She took her glasses off and rubbed her nose. “He’s a character.”
Outside, Frank dropped the T-ball bat and wandered over to have a word with the battered black Mercedes station wagon parked in the driveway. He and the wagon’s luggage rack came to some kind of understanding and Frank took off his belt, looped the buckle end, and opened the car door. He stood on its sill while he tied the notched end to the rack.
M. M. Banning jumped up and went to the sliding glass door. She struggled with it, but the door was stuck.
“Here, let me help you with that,” I said.
“I’ve been meaning to get somebody to come out and fix this,” she said, “but the man I have do things is out of town and I don’t like having strange people in my house. What’s Frank doing out there?”
The kid went about his business, slipping his wrist through the loop in his belt, then hopping down and closing the door, being careful to raise his arm to keep the belt from getting caught. Then he kicked a leg back, fell against the door, kicked and fell again, using his free hand to alternately mimic a pistol firing at the luggage rack and make his coattails flap behind himself. I was reminded of the black-and-white westerns I watched on TV in the afternoons after school. “I think he’s robbing a stagecoach,” I said.

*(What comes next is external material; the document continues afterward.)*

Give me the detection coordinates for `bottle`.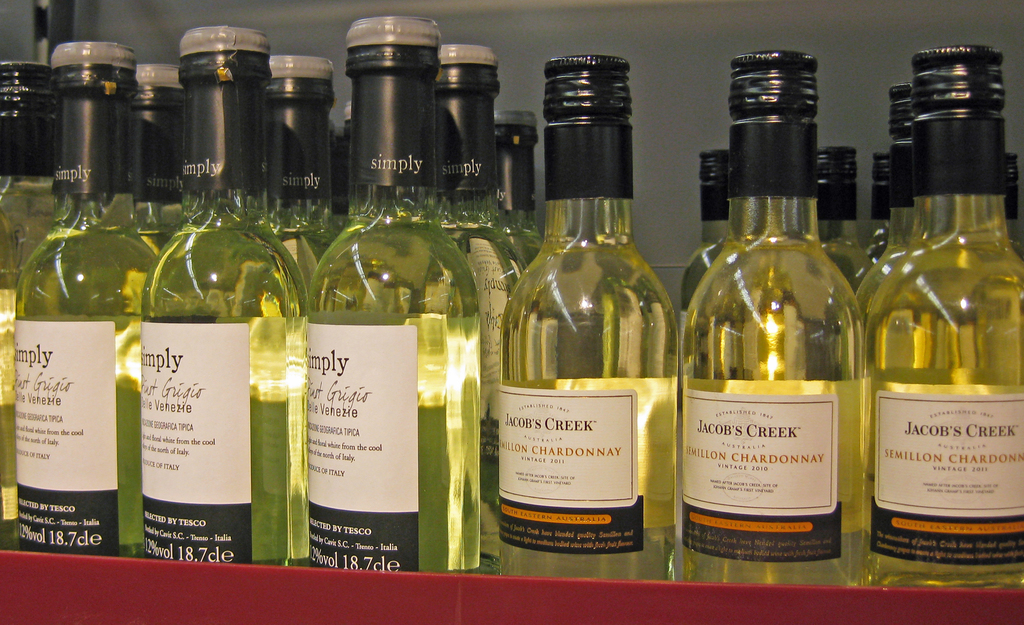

M. M. Banning put a hand on her chest and stepped back from the glass. “Yes. He’s playing. He’s all right. The door can wait. He’s fine. Calm down.” She didn’t seem to be talking to me.
“No worries,” I said. I’m not a person who says slacker things like “no worries” or “enjoy,” but I’ve found the best way to handle anyone difficult—rich worrywart moms, the famished Manhattan vegan ordering a late lunch—is to exude the bland calm of the heavily medicated and go about my business. I kept fiddling with the door. “It jumped the track, that’s all.” I gave the door a fierce jiggle that popped it back in its groove. “When it’s stuck, you do this.” I showed her the lift-and-bounce maneuver. “Listen, when your guy comes back, tell him to replace this glass,” I said, tracing a long jagged line that split one of the giant panes. “That’s an accident waiting to happen. What cracked it? An earthquake?” I didn’t like thinking about earthquakes, but in Los Angeles, how could I not? Still, every place I’d ever lived in had come with its own brand of potential disaster—tornadoes in Nebraska, muggings in New York. I guess beneath my thick veneer of boring beat a heart primed to fall in love with danger.
“Frank’s head cracked it,” M. M. Banning said.
“Ouch. That kind of thing happens more than you might think. The glass is really clean, the kid isn’t paying attention. You should put stickers on the glass at his eye level so he’ll see the doors are closed when he’s running outside to play.”
“Since you know so much about what I ought to be doing, will these stickers of yours keep Frank from pounding his head against the glass when the door has jumped the track and he’s frustrated because it’s hard to open?”
“Oh,” I said. “Well in that case, forget the stickers. I’ll have to show him how to get the door back on track.”
“You do that,” she said, sliding the door closed again. Open. Closed. “Stickers. Ha. You’re not from New York, are you?”
“I’m from Nebraska.”
“Of course you’re from Nebraska. The Show-Me State.”
“I think that’s Missouri.”
“Those states in the middle are all the same,” she said, and opened the door to call, “Come here, Frank. Be quick.” She closed the door, using just her pinkie to move it as she squinted through the glass. “This could take a while,” she said, and checked her watch.
“Coming, Ma,” Frank shouted. He freed himself of his shackles, put his belt back on, and holstered his imaginary six-shooter. Took a turn around the yard and stopped to snap a rose from its stem just below the blossom, stroking its petals intently and giving it some clinical sniffs before stuffing it in his breast pocket and then arranging the petal tips to form a sort of pocket square. Plunged through a border of lemon trees interspersed with huge lavender bushes. Ran back and forth alongside a big evergreen hedge, brushing his fingertips along its top. Clasped his hands behind his back and tilted toward the denuded peach tree until the tilt turned into a spectacular pratfall, set to a symphony of Looney Tunes whistles, explosions, shrieks and groans, all loud enough for us to hear through the glass. After that, Frank lay there for a while, first pretending to be dead, then scratching patterns into the dust with his fingers.
M. M. Banning looked at her watch again. “Five minutes.” She opened the door and called, “Frank! While we’re young.” Then she looked at me and said, “While you’re young, anyway. How old are you?”